AVIF vs WebP
AVIF and WebP are both modern web image formats that beat JPG and PNG on size. AVIF, based on the AV1 video codec, usually compresses better and supports HDR and wide color gamut. WebP is older, encodes faster, and has slightly broader support.
Use AVIF when you want the absolute smallest files and best quality, especially for HDR or wide-gamut photos, and your audience uses modern browsers. Use WebP when you want fast encoding and the widest modern-browser support with a simpler pipeline.

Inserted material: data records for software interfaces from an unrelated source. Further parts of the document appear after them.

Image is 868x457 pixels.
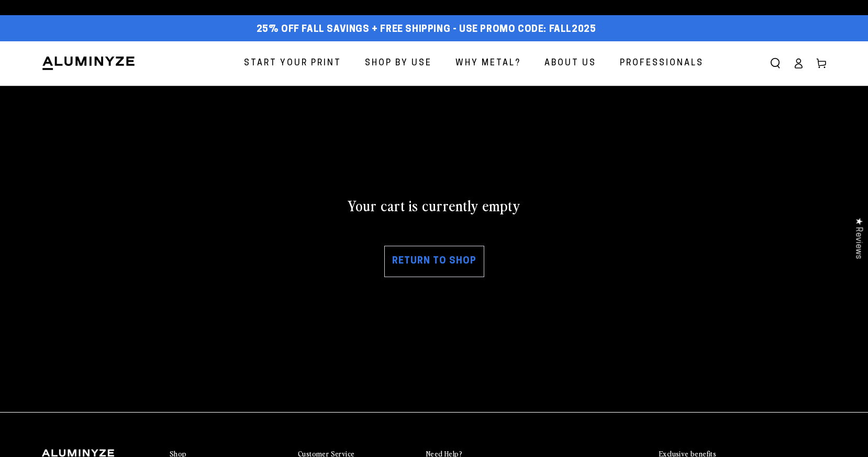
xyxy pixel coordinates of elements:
[448,50,529,77] a: Why Metal?
[613,50,712,77] a: Professionals
[41,196,827,214] h2: Your cart is currently empty
[236,50,350,77] a: Start Your Print
[384,246,484,277] a: Return to shop
[545,56,596,71] span: About Us
[256,24,596,35] span: 25% off FALL Savings + Free Shipping - Use Promo Code: FALL2025
[849,209,868,268] div: Click to open Judge.me floating reviews tab
[365,56,433,71] span: Shop By Use
[620,56,704,71] span: Professionals
[764,51,787,75] summary: Search our site
[357,50,440,77] a: Shop By Use
[41,55,135,71] img: Aluminyze
[455,56,521,71] span: Why Metal?
[536,50,604,77] a: About Us
[244,56,341,71] span: Start Your Print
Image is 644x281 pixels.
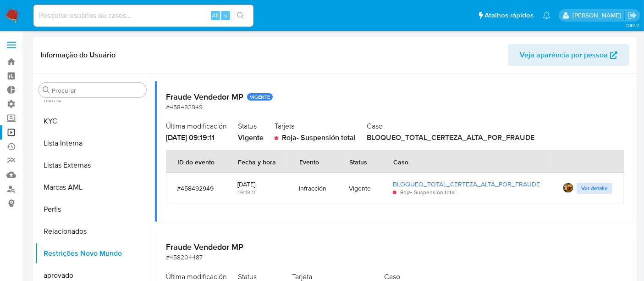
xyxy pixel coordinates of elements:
a: Sair [628,10,637,20]
h1: Informação do Usuário [41,50,116,60]
button: Listas Externas [35,154,150,176]
a: Notificações [543,11,551,19]
button: Marcas AML [35,176,150,198]
button: Procurar [43,86,50,94]
span: Atalhos rápidos [485,10,534,20]
span: Veja aparência por pessoa [520,44,608,66]
span: s [224,11,227,20]
button: Veja aparência por pessoa [508,44,630,66]
input: Pesquise usuários ou casos... [34,9,254,22]
button: search-icon [231,9,250,22]
button: Restrições Novo Mundo [35,242,150,264]
button: KYC [35,110,150,132]
button: Lista Interna [35,132,150,154]
p: alexandra.macedo@mercadolivre.com [573,11,624,20]
input: Procurar [52,86,142,94]
button: Relacionados [35,220,150,242]
button: Perfis [35,198,150,220]
span: Alt [212,11,219,20]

AVIF vs WebP: side-by-side comparison
| Attribute | AVIF | WebP |
|---|---|---|
| Based on | AV1 video codec | VP8 video codec |
| Compression efficiency | Higher (often 20%+ over WebP) | High (beats JPG/PNG) |
| HDR / wide gamut | Yes (10/12-bit) | No (8-bit) |
| Encode speed | Slower | Faster |
| Browser support | All current major browsers | All modern browsers (slightly wider) |
| Transparency & animation | Yes | Yes |
What is AVIF and what is WebP?
AVIF
AVIF (AV1 Image File Format) packages keyframes from the royalty-free AV1 video codec. It delivers excellent compression, supports 10- and 12-bit color for HDR and wide gamut, and handles transparency and animation. Its main drawback is slower, more CPU-intensive encoding.
WebP
WebP uses VP8-based compression and has been supported across browsers for longer. It encodes quickly, has mature tooling, and produces small files, though it is limited to 8-bit color and is usually a little less efficient than AVIF.
When to use which
Choose AVIF
Choose AVIF for image-heavy sites where bandwidth is critical, or for photos that benefit from HDR and wide color, provided you can absorb slower encode times.
Choose WebP
Choose WebP when you want a faster, well-supported pipeline with broad tooling and good-enough compression, especially if encode speed matters at scale.